Author: /time Magazine | Title: THE NATION: The Issue of Purpose | 11/16/1959 | See Source »

...Touré party compared notes, all hands agreed that the warmest personal experience of all had been the visit to the Libertyville, Ill., home of Adlai Stevenson. In the pleasantly chaotic informality of Stevenson's home, the President and Mrs. Touré escaped for the first time the stiffness of state visit protocol. Stevenson's lone maid bustled about getting food and drink ready while the Touré party inspected the Halloween jack-o'-lanterns which leered in through the windows from the dark and rain outside. (Stevenson had carved some of them himself at breakfast time...

Author: /time Magazine | Title: DIPLOMACY: Toure's Tour (Contd.) | 11/16/1959 | See Source »

Midway in the party, three unawed children dressed as witches and a black cat bounded in the door, demanded trick or treat.
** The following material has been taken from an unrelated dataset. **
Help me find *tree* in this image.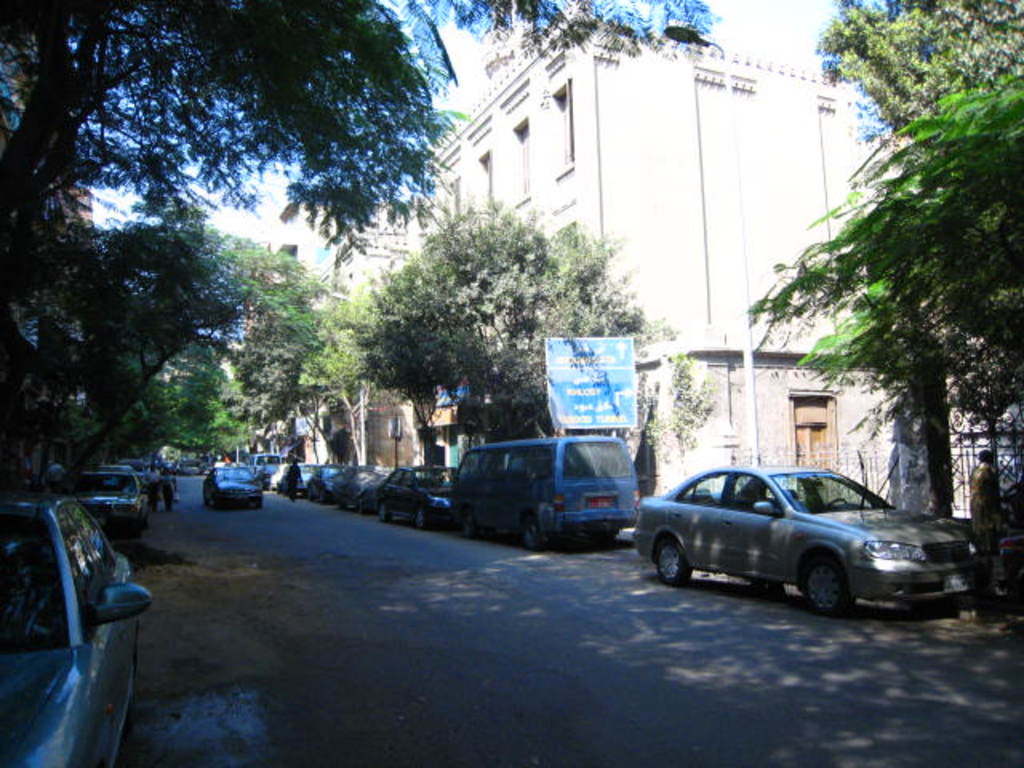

For a time, Touré and Stevenson were closeted in the study, talking about trade conditions in Guinea. The dinner party might have lasted longer had not Mrs. Touré's dress Zipper broken. After temporary repairs with safety pins she collected her husband, headed home...

Author: /time Magazine | Title: DIPLOMACY: Toure's Tour (Contd.) | 11/16/1959 | See Source »
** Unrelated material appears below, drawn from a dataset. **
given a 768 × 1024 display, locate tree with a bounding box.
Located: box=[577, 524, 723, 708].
Mitchell can draw comfort from the likelihood that he would have won his bet had there been no steel strike. Of course, Stevenson would probably have won the last election had there been no Eisenhower...

Author: NO WRITER ATTRIBUTED | Title: Let Him Eat Cake | 11/13/1959 | See Source »

...Mississippi to Moline, Ill., for a testimonial dinner for Massachusetts, hard-running Senator Jack Kennedy. Asked if this meant an endorsement, Loveless smiled and replied: "You can say that rumor has it so." ¶ In Washington later, Senator Kennedy, having acknowledged privately that he might ultimately find himself Adlai Stevenson's vice-presidential candidate, let the word out that he entertains no vice-presidential ambitions for himself. ¶ Oregon's stormy Senator Wayne Morse, violent anti-Kennedyite and the capital's most accomplished collector of enemies, found a new one in his erstwhile chum, Wisconsin...

Author: /time Magazine | Title: POLITICAL NOTES: Straws in the Wind | 11/9/1959 | See Source »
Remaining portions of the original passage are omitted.